V8pedia

Overview: the tier ladder

V8 does not have a compiler. It has an interpreter and three JIT compilers, arranged as a ladder, and a manager that decides when to move each function up or down. This page explains why that design exists — it is the central answer to "how does a dynamic language run fast?" — and links to the deep dive on each rung.

The fundamental tension

Optimizing compilation is a bet. You spend time and memory compiling fast code, betting the function runs often enough to pay it back. For a function called once, that bet loses badly. For a hot inner loop, it wins enormously. Since V8 cannot know in advance which is which, it does not guess: it starts cheap, measures, and invests progressively as evidence accumulates.

That is the whole idea behind tiering.

The four tiers

Tier Kind Compiles Runs Speculates?
Ignition bytecode interpreter instantly slowest no (it gathers feedback)
Sparkplug baseline JIT very fast (1:1) fast no
Maglev mid-tier optimizer fast faster yes (lightly)
TurboFan top-tier optimizer slow fastest yes (aggressively)

Each tier is a different point on the compile-time vs run-time curve. Ignition pays nothing to "compile" but runs slowly; TurboFan runs fantastically but costs a lot to produce. The intermediate tiers exist because the gap between "instant but slow" and "slow but fast" was too wide — a function could be stuck paying interpreter overhead for a long time while waiting for TurboFan, or never get hot enough to justify TurboFan yet still be worth some compilation.

::: info Why a "baseline" tier (Sparkplug) at all? Sparkplug does no optimization — it translates bytecode to machine code almost one instruction at a time. So why bother? Because it removes the interpreter's dispatch overhead (the indirect jump per bytecode) for nearly free compile cost, and it keeps the exact same stack frame layout as Ignition, so switching in and out is trivial. It is the cheapest possible speedup. See Sparkplug. :::

Who decides: the tiering manager

The decision to climb is driven by an interrupt budget: a counter, proportional to the function's bytecode length, that ticks down as the function runs. When it hits zero, the tiering manager wakes up and decides whether to compile, and to which tier.

DEFINE_INT(invocation_count_for_feedback_allocation, 8, …)  // → Sparkplug-ish
DEFINE_INT(invocation_count_for_maglev, 400, …)             // → Maglev
DEFINE_INT(invocation_count_for_turbofan, 3000, …)          // → TurboFan
DEFINE_INT(invocation_count_for_osr, 500, …)                // → OSR

src/flags/flag-definitions.h#L1143-L1169 (the Maglev default is 400 on non-Android, 1000 on Android)

::: warning These numbers are heuristics The thresholds above are tuning knobs, not contracts. They differ by platform, change between releases, and are overridden wholesale by modes like --jit-fuzzing or efficiency/battery-saver mode. Cite them to understand the mechanism; never depend on a specific value. :::

The budget is scaled by bytecode length, so a big function needs proportionally more invocations before V8 invests in optimizing it — small hot functions get optimized eagerly; large rarely-hot ones do not waste compile time. The full logic lives in Feedback & tiering decisions.

Climbing without restarting: OSR

A function stuck in a long-running loop would, naively, have to return and be called again before its optimized code took effect — useless for a loop that never returns. On-stack replacement (OSR) solves this by swapping the running frame for optimized code mid-loop.

Falling back down: deoptimization

The optimizing tiers speculate on types observed so far. When a speculation is violated — a function that always saw Smis suddenly sees a string — the code deoptimizes: V8 reconstructs the interpreter frame from the optimized one and resumes execution in a lower tier. Speculation + deopt is what makes aggressive optimization safe in a language where types can change at any moment.

The feedback that powers all of it

None of this works without data. As Ignition runs, inline caches record the shapes, call targets, and operand types each operation sees into a FeedbackVector. The optimizing compilers read that vector to decide what to specialize on. The interpreter is not just slow execution — it is the profiling phase. That is why V8 always starts in Ignition, even for code it will surely optimize.

Follow the ladder top to bottom: IgnitionSparkplugMaglevTurboFan, then the cross-cutting mechanisms: Feedback & tiering, Deoptimization, OSR.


▶ _YOUR ASSIGNMENT_
Apart from the images, every record below must be given again without alteration.

▶ _EXERCISE DATA_
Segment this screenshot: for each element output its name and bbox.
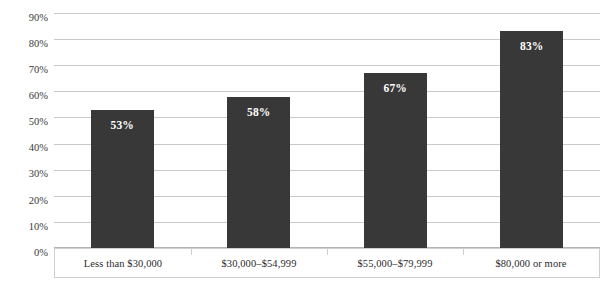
bar-slot: 58%	[191, 13, 328, 248]
bar-chart: 90% 80% 70% 60% 50% 40% 30% 20% 10% 0% 5…	[0, 0, 608, 282]
plot-area: 53% 58% 67% 83%	[54, 13, 600, 248]
bar[interactable]: 53%	[91, 110, 154, 248]
y-axis-tick-label: 90%	[29, 12, 48, 23]
y-axis-tick-label: 10%	[29, 221, 48, 232]
y-axis-tick-label: 60%	[29, 90, 48, 101]
bar[interactable]: 67%	[364, 73, 427, 248]
y-axis-tick-label: 30%	[29, 168, 48, 179]
bar-slot: 67%	[327, 13, 464, 248]
bar-value-label: 83%	[520, 40, 544, 52]
y-axis-tick-label: 80%	[29, 38, 48, 49]
y-axis-tick-label: 40%	[29, 142, 48, 153]
x-axis-category-label: Less than $30,000	[55, 249, 191, 277]
bars-layer: 53% 58% 67% 83%	[54, 13, 600, 248]
x-axis-category-label: $55,000–$79,999	[327, 249, 463, 277]
bar[interactable]: 83%	[500, 31, 563, 248]
bar[interactable]: 58%	[227, 97, 290, 248]
x-axis-category-band: Less than $30,000 $30,000–$54,999 $55,00…	[54, 248, 600, 278]
bar-value-label: 67%	[383, 82, 407, 94]
y-axis-tick-label: 0%	[34, 247, 48, 258]
x-axis-category-label: $30,000–$54,999	[191, 249, 327, 277]
x-axis-category-label: $80,000 or more	[463, 249, 599, 277]
y-axis-tick-label: 20%	[29, 195, 48, 206]
bar-value-label: 53%	[110, 119, 134, 131]
bar-value-label: 58%	[247, 106, 271, 118]
bar-slot: 53%	[54, 13, 191, 248]
y-axis-tick-label: 50%	[29, 116, 48, 127]
bar-slot: 83%	[464, 13, 601, 248]
y-axis-tick-label: 70%	[29, 64, 48, 75]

▶ _ANSWER SECTION_
Segment this screenshot: for each element output its name and bbox.
bar-slot: 58%	[191, 13, 328, 248]
bar-chart: 90% 80% 70% 60% 50% 40% 30% 20% 10% 0% 5…	[0, 0, 608, 282]
plot-area: 53% 58% 67% 83%	[54, 13, 600, 248]
bar[interactable]: 53%	[91, 110, 154, 248]
y-axis-tick-label: 90%	[29, 12, 48, 23]
y-axis-tick-label: 10%	[29, 221, 48, 232]
y-axis-tick-label: 60%	[29, 90, 48, 101]
bar[interactable]: 67%	[364, 73, 427, 248]
y-axis-tick-label: 30%	[29, 168, 48, 179]
bar-slot: 67%	[327, 13, 464, 248]
bar-value-label: 83%	[520, 40, 544, 52]
y-axis-tick-label: 80%	[29, 38, 48, 49]
y-axis-tick-label: 40%	[29, 142, 48, 153]
x-axis-category-label: Less than $30,000	[55, 249, 191, 277]
bars-layer: 53% 58% 67% 83%	[54, 13, 600, 248]
x-axis-category-label: $55,000–$79,999	[327, 249, 463, 277]
bar[interactable]: 83%	[500, 31, 563, 248]
bar[interactable]: 58%	[227, 97, 290, 248]
x-axis-category-band: Less than $30,000 $30,000–$54,999 $55,00…	[54, 248, 600, 278]
bar-value-label: 67%	[383, 82, 407, 94]
y-axis-tick-label: 0%	[34, 247, 48, 258]
x-axis-category-label: $30,000–$54,999	[191, 249, 327, 277]
x-axis-category-label: $80,000 or more	[463, 249, 599, 277]
y-axis-tick-label: 20%	[29, 195, 48, 206]
bar-value-label: 53%	[110, 119, 134, 131]
bar-value-label: 58%	[247, 106, 271, 118]
bar-slot: 53%	[54, 13, 191, 248]
y-axis-tick-label: 50%	[29, 116, 48, 127]
bar-slot: 83%	[464, 13, 601, 248]
y-axis-tick-label: 70%	[29, 64, 48, 75]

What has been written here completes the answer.